Tuesday, March 9, 2010

The great reveal

I hesitate to even say this for fear of Mother Nature's cruel reprisal but I'm preoccupied with it maybe being winter's end.  I'm obsessed in fact.  The Oscars on Sunday night hailed the beginning of a new season.  The girls and I celebrated with Cosmos sans the vodka.  As is customary, I drank six or eight of them but this time with no ill effects.  Will I learn?  Sadly, no.


As I drove along the road by the high school today I saw a woman carrying a large green trash bag and picking up all the litter that has either been laying under or frozen in 20 inches of snow for the past four months.  I'm not sure if she was a high school employee or a concerned citizen, but either way bravo to her for making a dent in the mess that has been unveiled this week.   Every fast food chain's trash is well represented in the gutters and along the sidewalks of school after months in deep freeze and coupled with the primordial ooze of melting snow, mud, salt and sand seeping everywhere, it looks like the Monday after Woodstock.

Pangaea

With the official big thaw happening, there's a sense of archaeologic dawning and proof that a civilization existed here at one time...one that had a Sun and supported human life outside.  I think I blogged about this last year, watching day by day as flip flops and beach toys and bikes and wiffle bats and cell phones and shopping carts begin to poke through the snow banks and across lawns all over Madison as the glacier recedes.  I call it the great reveal and the artifacts, while maybe not nearly as important as say, a baby woolly mammoth, are much more relevant to understanding the hominids of this region.  Beer cans, bathing suits, wine bottles, kids' shoes...truly a backwards species.

Christmas decorations still hanging around the garage...but there were three

In April and May when I'm prepping the garden for its grand debut with the energy and full-on determination of a mad woman, I know that by late August I'll be kind of sick of the whole thing and ready for the garden to die off so I can just buy some pumpkins and take a break from the watering and weeding and the ponderous placement of my plants.  Cyclically, I feel my spring seasonal self waking up from its deep sleep as I'm sitting here now looking out onto all that dirty melting snow, more and more craters of yellow-green grass emerging by the minute, thinking about April and May when the mud is gone, the trees and bushes are blooming, the bulbs are pushing green shoots through all that slimy winter decay and the peonies are crawling with ants while the turgid buds sit tightfisted as if they'll never open only to punk me one morning when I least expect it.  Just when I think I can't take winter anymore, it throws me a bone.

Aha.

1 comment:

  1. Ha! Kiran lost a hat at the beginning of winter. This was a hat that had belonged to Maya and that was exceptionally cute and I mourned this hat. Yesterday I spyed something blue on the ground under the swings. Behold, the hat!!! The thaw reveals lost treasure.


(INSTRUCTIONS TO FOLLOW) For the word "CEAT", count the lines of the data that include it and give only the total.

(Recorded data)

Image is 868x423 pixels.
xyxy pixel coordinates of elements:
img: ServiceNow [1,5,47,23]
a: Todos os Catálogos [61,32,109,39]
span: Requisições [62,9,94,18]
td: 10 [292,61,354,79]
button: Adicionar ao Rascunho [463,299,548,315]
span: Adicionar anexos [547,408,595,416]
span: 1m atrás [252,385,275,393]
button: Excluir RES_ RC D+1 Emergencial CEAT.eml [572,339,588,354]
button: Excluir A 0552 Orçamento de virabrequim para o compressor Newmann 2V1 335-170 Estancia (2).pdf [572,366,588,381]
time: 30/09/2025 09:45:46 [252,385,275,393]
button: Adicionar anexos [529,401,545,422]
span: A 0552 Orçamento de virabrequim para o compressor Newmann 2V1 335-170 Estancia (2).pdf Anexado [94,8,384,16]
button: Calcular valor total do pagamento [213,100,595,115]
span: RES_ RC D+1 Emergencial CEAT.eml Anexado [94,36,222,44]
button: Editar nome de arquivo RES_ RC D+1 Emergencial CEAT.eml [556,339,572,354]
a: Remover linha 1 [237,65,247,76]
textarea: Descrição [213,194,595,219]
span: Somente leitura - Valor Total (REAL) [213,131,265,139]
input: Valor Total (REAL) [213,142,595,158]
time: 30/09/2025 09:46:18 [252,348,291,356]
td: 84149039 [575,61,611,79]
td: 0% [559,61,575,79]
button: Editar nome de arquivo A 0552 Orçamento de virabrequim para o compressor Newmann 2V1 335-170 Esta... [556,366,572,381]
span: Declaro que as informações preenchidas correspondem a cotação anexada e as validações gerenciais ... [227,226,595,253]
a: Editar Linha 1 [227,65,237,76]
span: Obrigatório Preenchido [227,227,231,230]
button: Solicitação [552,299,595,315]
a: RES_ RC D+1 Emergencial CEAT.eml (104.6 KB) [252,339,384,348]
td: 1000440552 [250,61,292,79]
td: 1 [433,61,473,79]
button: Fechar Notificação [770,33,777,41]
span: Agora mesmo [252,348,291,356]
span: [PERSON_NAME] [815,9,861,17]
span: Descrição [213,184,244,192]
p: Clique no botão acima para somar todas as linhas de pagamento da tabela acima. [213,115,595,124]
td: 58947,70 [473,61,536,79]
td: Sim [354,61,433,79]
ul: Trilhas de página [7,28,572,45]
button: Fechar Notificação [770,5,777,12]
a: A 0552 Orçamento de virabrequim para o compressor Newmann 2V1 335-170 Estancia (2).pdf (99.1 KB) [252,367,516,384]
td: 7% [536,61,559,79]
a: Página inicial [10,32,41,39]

(OUTPUT FOR THIS TASK) 4